Trees have a lot of advantages to the environment from providing oxygen, food, shelter, medicine, fuel, preventing soil erosion, water conservation, making the environment attractive and more. Everyone knows the importance of trees. This is why several governments in the world are encouraging the planting of trees. If one cuts down a tree, they should plant two to replace it.
In a campaign to fight deforestation and climate change, Ethiopians planted over three hundred and fifty million trees in just one day. Ethiopia’s Minister for Innovation and Technology, Dr. Getahun Mekuria, mentioned that they planted 353, 633, 660 seedlings in only twelve hours on the 29th of July 2019. They had initially planned to plant two hundred million trees. What they finally achieved will become a world record. Previously, India held the title having planted fifty million trees in 2016 and sixty-six million trees in 2017.

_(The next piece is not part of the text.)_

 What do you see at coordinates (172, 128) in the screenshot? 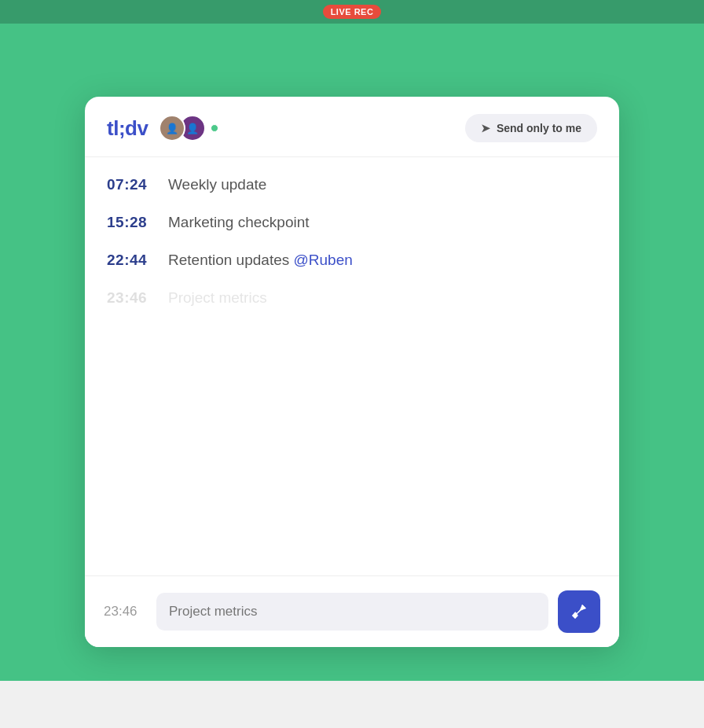
I see `avatar-1: 👤` at bounding box center [172, 128].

Ethiopia’s current Prime Minister Abiy Ahmed’s Green Legacy Initiative, which was launched in May, targets to plant four billion indigenous trees by October. To achieve this, they are encouraging every citizen to plant a minimum of forty trees. The Green Legacy Initiative is taking place in a thousand sites across Ethiopia. Schools and public offices have been shut down to ensure that public servants also participate. There have also been promotional videos running on state media appealing to the public to plant and take care of trees. Ethiopia’s Prime Minister Abiy Ahmed himself planted his tree in the Southern city of Arba Minch.
Farm Africa, an organization, dealing with forest management in Ethiopia, cited that forested land occupies only slightly above four per cent of the country’s land; when compared to the thirty-five per cent by the end of the nineteenth century, this a decline that is not amusing. The county’s rapidly increasing population has led to the growing need for farmland and settlement areas. This plus the unsustainable forest use are the main causes of deforestation, leading to climate change.
Apart from the Ethiopians, staff from the African Union, United Nations and foreign embassies in Ethiopia are participating in the program. Swiss scientists had published a study in Journal Science, claiming that the best way to tackle global warming is by planting a trillion trees.
There has been the same problem of deforestation in the neighboring East African Countries. In countries where millions depend on charcoal as cooking fuel such as Kenya, Tanzania and Somalia, deforestation is a significant cause for alarm. This is why Kenya imposed a ninety-day ban on logging.
Many would, however, agree that a ninety-day ban is not exactly the best solution. Countries facing the same problem are, therefore looking for alternatives while also trying to make it sustainable. In Kenya, for instance, a company operating in Nakuru, Nairobi and Naivasha is making household fuel from human waste. People who have used the product say that it performs better than ordinary charcoal by far. This method, apart from just saving trees, improves sanitation.